Une histoire complexe et très bien ficelée, originale, que j’ai trouvé très rafraîchissante.

Cool space opera

This is a fun space opera that has all the fun space opera things: giant interstellar empires; worldbuilding on various interstellar cultures, and how they interact with each other, and how they do gender; exploration of how cognition and identity works in entities that are not (or not entirely) human; grand plots and conspiracies.

The overall plot is perhaps a bit simple, and some of the characters lean perhaps too much into one-dimensional archetypes, but it does not matter that much against the lively worldbuilding, and how it ties into the whole story.
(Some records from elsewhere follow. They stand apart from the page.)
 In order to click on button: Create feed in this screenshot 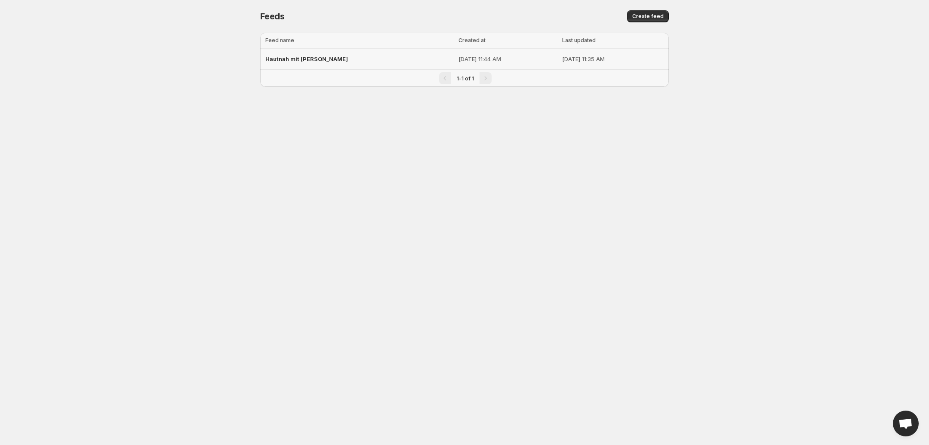, I will do `click(648, 16)`.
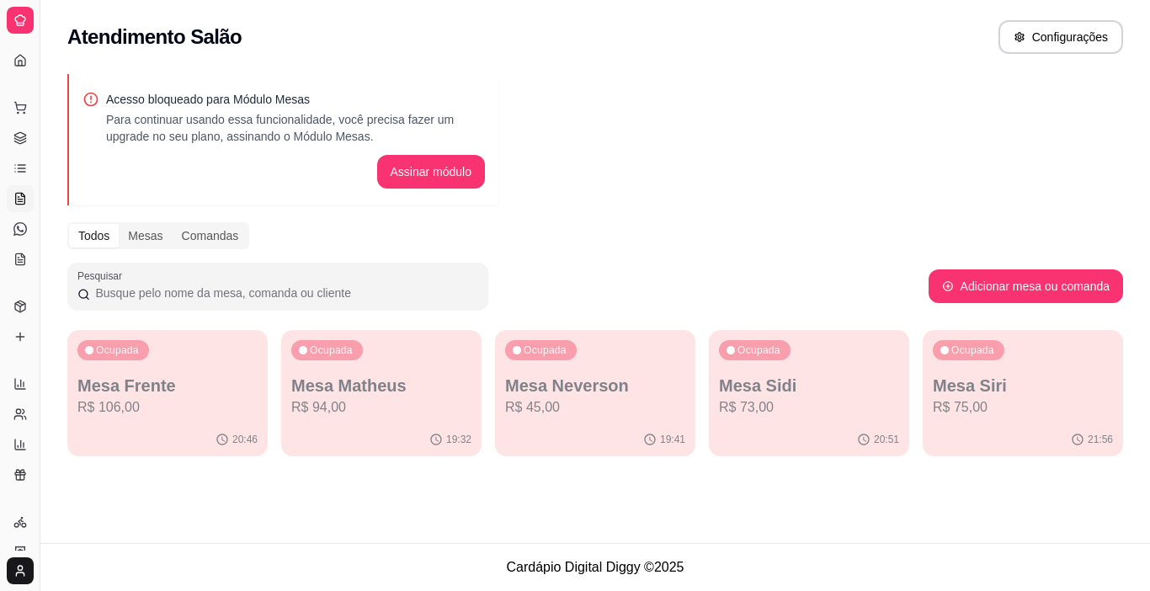 Image resolution: width=1150 pixels, height=591 pixels. Describe the element at coordinates (595, 393) in the screenshot. I see `button: OcupadaMesa NeversonR$ 45,0019:41` at that location.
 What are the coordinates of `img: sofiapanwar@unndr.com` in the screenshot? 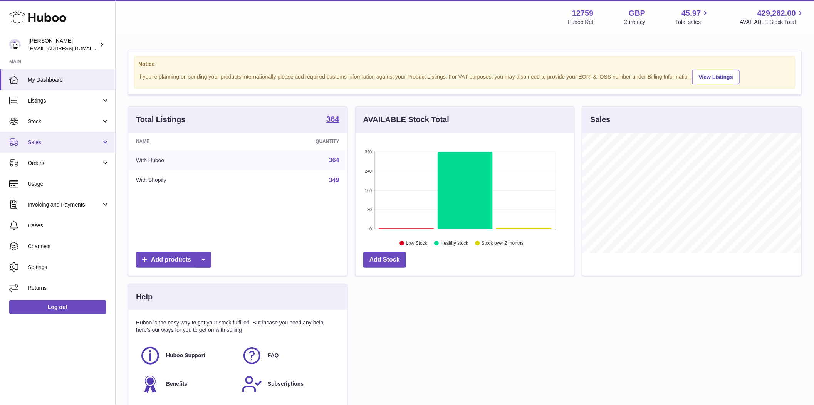 It's located at (15, 45).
reviewed Ancillary Justice by Ann Leckie (Imperial Radch, #1)

Review of 'Ancillary Justice' on 'Storygraph'

I completely enjoyed Ancillary Justice and am looking forward to more from Ann Leckie.

For anyone who studies gender in science fiction, I’d consider it a must-read.

I found it also to be an engaging story and I liked her thoughts on how artificial and distributed intelligence might work.

I want to know what will happen in the next book, but this was a self-contained novel. It’s not like we’re going to be waiting years to find out if someone is actually dead or not.

Review of 'Ancillary Justice' on 'Storygraph'

I completely enjoyed Ancillary Justice and am looking forward to more from Ann Leckie.

For anyone who studies gender in science fiction, I’d consider it a must-read.

I found it also to be an engaging story and I liked her thoughts on how artificial and distributed intelligence might work.

I want to know what will happen in the next book, but this was a self-contained novel. It’s not like we’re going to be waiting years to find out if someone is actually dead or not.